Singapore's 60% Additional Buyer's Stamp Duty for foreign purchasers was designed to cool speculative demand. But 18 months after implementation, data suggests mainland Chinese buyers haven't disappeared — they've adapted. Legal structuring, family arrangements, and corporate vehicles now define how ultra-high-net-worth Chinese capital enters Singapore real estate.
The Singapore Permanent Resident Route
The most common pathway: accelerating PR applications. PR holders face only 5% ABSD on first purchases. Global Investor Programme (GIP) approval rates for Chinese applicants have increased 23% year-on-year, with property purchase intent cited in 67% of applications reviewed by immigration consultants.
The timeline has compressed. Where GIP previously took 12-18 months, recent approvals have cleared in 8-10 months for applicants with strong business credentials. The $2.5 million family office investment threshold creates an effective floor on net worth, but that's precisely the demographic pursuing Singapore property.
The Family Member Strategy
When the primary buyer faces the 60% rate, transactions increasingly occur through Singapore Citizen children. Educational pathways — attending local universities, working for five years, then applying for citizenship — create family members exempt from ABSD entirely.
Lawyers report structuring agreements where parents provide funds, children hold title, and legal documentation protects both parties. The arrangement is entirely legal provided funds are genuinely gifted (no expectation of repayment). Tax authorities have limited mechanisms to challenge legitimate family transfers.
- Foreign Buyer ABSD: 60%
- PR First Property ABSD: 5%
- Singapore Citizen First Property: 0%
- GIP Processing Time (Current): 8-10 months
- GIP Family Office Minimum: $2.5 million
Corporate Structures
Commercial property, exempt from ABSD, has absorbed capital that previously targeted residential. Shophouses, strata office units, and light industrial properties saw Chinese buyer participation increase 41% in 2025. These assets generate rental income while parking capital outside Chinese regulatory oversight.
Some buyers pursue mixed-use properties with residential components, accepting commercial designation to avoid ABSD. The strategy requires accepting different financing terms (typically 60% LTV versus 75% for residential) but eliminates the stamp duty entirely.
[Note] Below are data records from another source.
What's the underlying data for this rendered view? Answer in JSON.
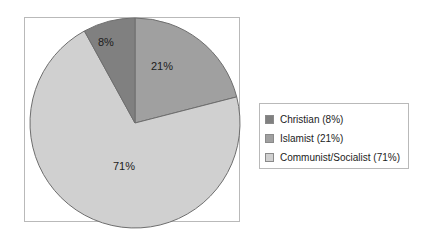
{
  "chart_data": {
    "type": "pie",
    "title": "",
    "categories": [
      "Christian",
      "Islamist",
      "Communist/Socialist"
    ],
    "values": [
      8,
      21,
      71
    ],
    "value_unit": "%",
    "data_labels": [
      "8%",
      "21%",
      "71%"
    ],
    "colors": [
      "#808080",
      "#a0a0a0",
      "#d0d0d0"
    ],
    "legend_position": "right",
    "legend_entries": [
      "Christian (8%)",
      "Islamist (21%)",
      "Communist/Socialist (71%)"
    ],
    "slices": [
      {
        "name": "Islamist",
        "label": "21%",
        "value": 21,
        "color": "#a0a0a0",
        "start_angle_deg": 0,
        "end_angle_deg": 75.6
      },
      {
        "name": "Communist/Socialist",
        "label": "71%",
        "value": 71,
        "color": "#d0d0d0",
        "start_angle_deg": 75.6,
        "end_angle_deg": 331.2
      },
      {
        "name": "Christian",
        "label": "8%",
        "value": 8,
        "color": "#808080",
        "start_angle_deg": 331.2,
        "end_angle_deg": 360
      }
    ],
    "grid": false,
    "xlabel": "",
    "ylabel": ""
  },
  "legend": {
    "items": [
      {
        "label": "Christian (8%)",
        "color": "#808080"
      },
      {
        "label": "Islamist (21%)",
        "color": "#a0a0a0"
      },
      {
        "label": "Communist/Socialist (71%)",
        "color": "#d0d0d0"
      }
    ]
  },
  "style": {
    "background": "#ffffff",
    "border_color": "#b9b9b9",
    "slice_outline": "#6e6e6e",
    "text_color": "#1c1c1c"
  }
}
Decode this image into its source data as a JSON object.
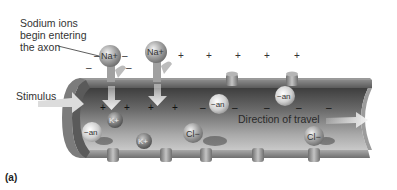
{
  "figure": {
    "panel_label": "(a)",
    "annotations": {
      "sodium_entry": [
        "Sodium ions",
        "begin entering",
        "the axon"
      ],
      "stimulus": "Stimulus",
      "direction": "Direction of travel"
    },
    "ions": {
      "sodium_1": "Na+",
      "sodium_2": "Na+",
      "potassium_1": "K+",
      "potassium_2": "K+",
      "chloride_1": "Cl−",
      "chloride_2": "Cl−",
      "anion_1": "−an",
      "anion_2": "−an",
      "anion_3": "−an"
    },
    "charges": {
      "plus": "+",
      "minus": "–"
    },
    "colors": {
      "axon_dark": "#4a4a4a",
      "axon_light": "#bdbdbd",
      "membrane": "#8c8c8c",
      "ion": "#9a9a9a",
      "arrow": "#e8e8e8"
    }
  }
}
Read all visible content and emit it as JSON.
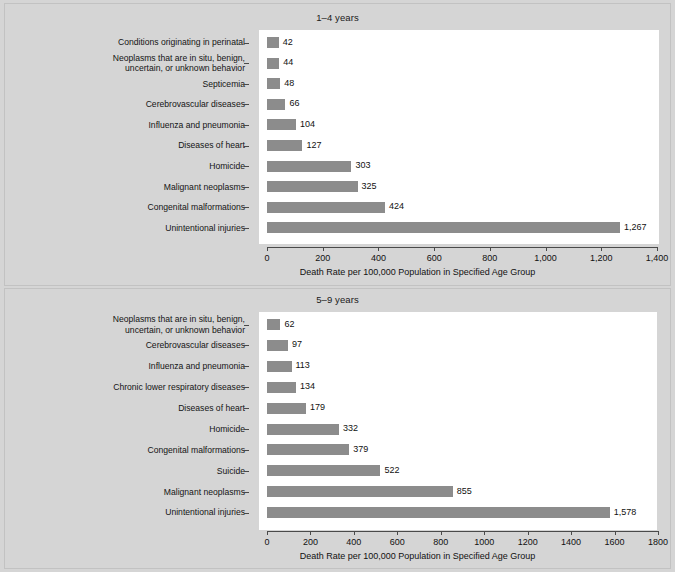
{
  "chart_data": [
    {
      "type": "bar",
      "orientation": "horizontal",
      "title": "1–4 years",
      "xlabel": "Death Rate per 100,000 Population in Specified Age Group",
      "ylabel": "",
      "xlim": [
        0,
        1400
      ],
      "xticks": [
        0,
        200,
        400,
        600,
        800,
        1000,
        1200,
        1400
      ],
      "xticklabels": [
        "0",
        "200",
        "400",
        "600",
        "800",
        "1,000",
        "1,200",
        "1,400"
      ],
      "grid": false,
      "legend": null,
      "bar_color": "#8c8c8c",
      "categories": [
        "Conditions originating in perinatal",
        "Neoplasms that are in situ, benign,\nuncertain, or unknown behavior",
        "Septicemia",
        "Cerebrovascular diseases",
        "Influenza and pneumonia",
        "Diseases of heart",
        "Homicide",
        "Malignant neoplasms",
        "Congenital malformations",
        "Unintentional injuries"
      ],
      "values": [
        42,
        44,
        48,
        66,
        104,
        127,
        303,
        325,
        424,
        1267
      ],
      "value_labels": [
        "42",
        "44",
        "48",
        "66",
        "104",
        "127",
        "303",
        "325",
        "424",
        "1,267"
      ]
    },
    {
      "type": "bar",
      "orientation": "horizontal",
      "title": "5–9 years",
      "xlabel": "Death Rate per 100,000 Population in Specified Age Group",
      "ylabel": "",
      "xlim": [
        0,
        1800
      ],
      "xticks": [
        0,
        200,
        400,
        600,
        800,
        1000,
        1200,
        1400,
        1600,
        1800
      ],
      "xticklabels": [
        "0",
        "200",
        "400",
        "600",
        "800",
        "1000",
        "1200",
        "1400",
        "1600",
        "1800"
      ],
      "grid": false,
      "legend": null,
      "bar_color": "#8c8c8c",
      "categories": [
        "Neoplasms that are in situ, benign,\nuncertain, or unknown behavior",
        "Cerebrovascular diseases",
        "Influenza and pneumonia",
        "Chronic lower respiratory diseases",
        "Diseases of heart",
        "Homicide",
        "Congenital malformations",
        "Suicide",
        "Malignant neoplasms",
        "Unintentional injuries"
      ],
      "values": [
        62,
        97,
        113,
        134,
        179,
        332,
        379,
        522,
        855,
        1578
      ],
      "value_labels": [
        "62",
        "97",
        "113",
        "134",
        "179",
        "332",
        "379",
        "522",
        "855",
        "1,578"
      ]
    }
  ]
}
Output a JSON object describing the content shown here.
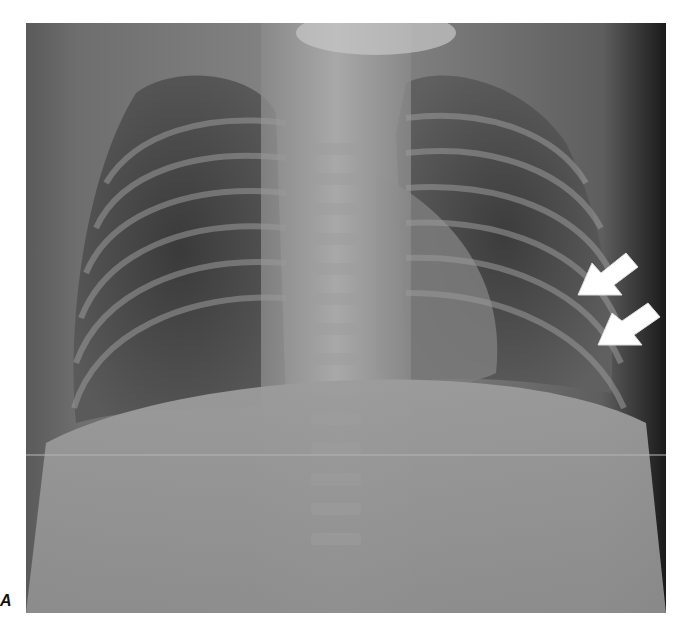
{
  "figure": {
    "panel_label": "A",
    "image": {
      "type": "chest radiograph",
      "view": "frontal",
      "description": "Frontal chest X-ray of a child showing ribs, lungs, mediastinum and upper abdomen"
    },
    "annotations": [
      {
        "type": "arrow",
        "icon": "arrow-icon",
        "color": "#ffffff",
        "direction": "down-left",
        "position": "right lateral chest wall, upper"
      },
      {
        "type": "arrow",
        "icon": "arrow-icon",
        "color": "#ffffff",
        "direction": "down-left",
        "position": "right lateral chest wall, lower"
      }
    ]
  }
}
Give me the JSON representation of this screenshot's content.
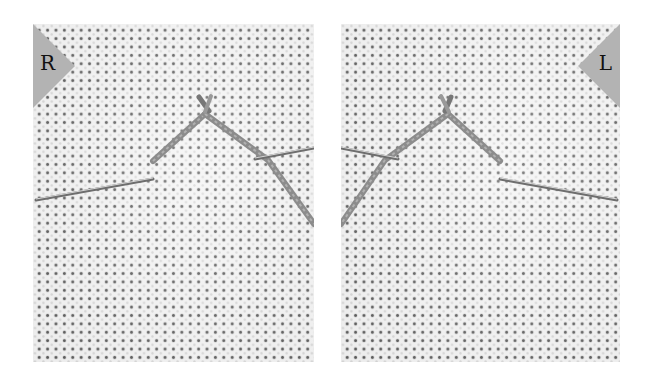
{
  "panels": [
    {
      "id": "right-handed",
      "corner_label": "R",
      "corner_position": "top-left",
      "description": "Needle entering from left; diagonal stitch forming inverted V on even-weave fabric"
    },
    {
      "id": "left-handed",
      "corner_label": "L",
      "corner_position": "top-right",
      "description": "Mirror image: needle entering from right; diagonal stitch forming inverted V"
    }
  ],
  "colors": {
    "background": "#ffffff",
    "fabric": "#f4f4f4",
    "fabric_holes": "#3a3a3a",
    "corner_badge": "#b3b3b3",
    "thread": "#8c8c8c",
    "needle": "#6e6e6e"
  }
}
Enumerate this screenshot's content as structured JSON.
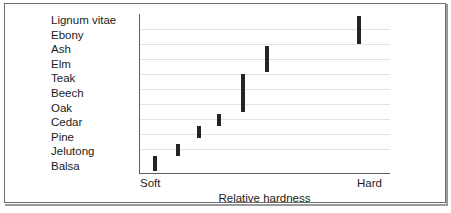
{
  "chart_data": {
    "type": "scatter",
    "title": "",
    "subtitle": "",
    "xlabel": "Relative hardness",
    "ylabel": "",
    "grid": true,
    "legend": null,
    "orientation": "horizontal",
    "x_axis_ticks": [
      "Soft",
      "Hard"
    ],
    "x_axis_tick_labels": {
      "left": "Soft",
      "right": "Hard"
    },
    "xlim": [
      0,
      100
    ],
    "categories": [
      "Lignum vitae",
      "Ebony",
      "Ash",
      "Elm",
      "Teak",
      "Beech",
      "Oak",
      "Cedar",
      "Pine",
      "Jelutong",
      "Balsa"
    ],
    "note": "Each dark vertical bar marks the hardness band of one or more woods; bars ascend from Balsa (softest, lower-left) to Lignum vitae (hardest, upper-right).",
    "markers": [
      {
        "label": "Lignum vitae",
        "x_value": 87,
        "x_px": 352,
        "y_top_px": 12,
        "y_bottom_px": 40,
        "rows_spanned": [
          "Lignum vitae",
          "Ebony"
        ]
      },
      {
        "label": "Ash / Elm",
        "x_value": 50,
        "x_px": 260,
        "y_top_px": 42,
        "y_bottom_px": 68,
        "rows_spanned": [
          "Ash",
          "Elm"
        ]
      },
      {
        "label": "Teak / Beech / Oak",
        "x_value": 41,
        "x_px": 236,
        "y_top_px": 70,
        "y_bottom_px": 108,
        "rows_spanned": [
          "Teak",
          "Beech",
          "Oak"
        ]
      },
      {
        "label": "Cedar",
        "x_value": 31,
        "x_px": 212,
        "y_top_px": 110,
        "y_bottom_px": 122,
        "rows_spanned": [
          "Cedar"
        ]
      },
      {
        "label": "Pine",
        "x_value": 23,
        "x_px": 192,
        "y_top_px": 122,
        "y_bottom_px": 134,
        "rows_spanned": [
          "Pine"
        ]
      },
      {
        "label": "Jelutong",
        "x_value": 15,
        "x_px": 171,
        "y_top_px": 140,
        "y_bottom_px": 152,
        "rows_spanned": [
          "Jelutong"
        ]
      },
      {
        "label": "Balsa",
        "x_value": 6,
        "x_px": 148,
        "y_top_px": 152,
        "y_bottom_px": 167,
        "rows_spanned": [
          "Balsa"
        ]
      }
    ],
    "gridlines_y_px": [
      25,
      40,
      55,
      70,
      85,
      100,
      115,
      130,
      145
    ],
    "colors": {
      "marker": "#242424",
      "grid": "#e2e2e2",
      "axis": "#5d5d5d",
      "text": "#1b1b1b",
      "background": "#ffffff",
      "frame": "#6e6e6e"
    }
  }
}
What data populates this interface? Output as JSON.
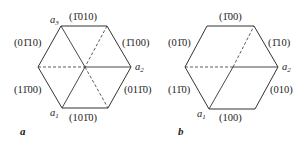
{
  "panels": [
    {
      "id": "a",
      "panel_label": "a",
      "vertex_labels": {
        "a1": "a",
        "a1_sub": "1",
        "a2": "a",
        "a2_sub": "2",
        "a3": "a",
        "a3_sub": "3"
      },
      "edge_labels": {
        "top": "(1̄010)",
        "upper_left": "(01̄10)",
        "upper_right": "(1̄100)",
        "lower_left": "(11̄00)",
        "lower_right": "(011̄0)",
        "bottom": "(101̄0)"
      }
    },
    {
      "id": "b",
      "panel_label": "b",
      "vertex_labels": {
        "a1": "a",
        "a1_sub": "1",
        "a2": "a",
        "a2_sub": "2"
      },
      "edge_labels": {
        "top": "(1̄00)",
        "upper_left": "(01̄0)",
        "upper_right": "(1̄10)",
        "lower_left": "(11̄0)",
        "lower_right": "(010)",
        "bottom": "(100)"
      }
    }
  ],
  "colors": {
    "line": "#333333",
    "text": "#222222"
  }
}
The Government's Next Move
Treasury officials have signalled awareness of these workarounds. Possible interventions include extending ABSD to newly-minted PRs for their first 3-5 years of residency, imposing holding periods before citizenship provides ABSD exemption, or expanding the tax to commercial real estate above certain price thresholds.
None have been implemented. The risk: over-correction could chill legitimate investment and damage Singapore's reputation as a welcoming wealth hub. For now, the 60% rate functions as a filter — removing casual foreign buyers while determined capital finds its way through. Whether that's policy success or policy failure depends on your perspective.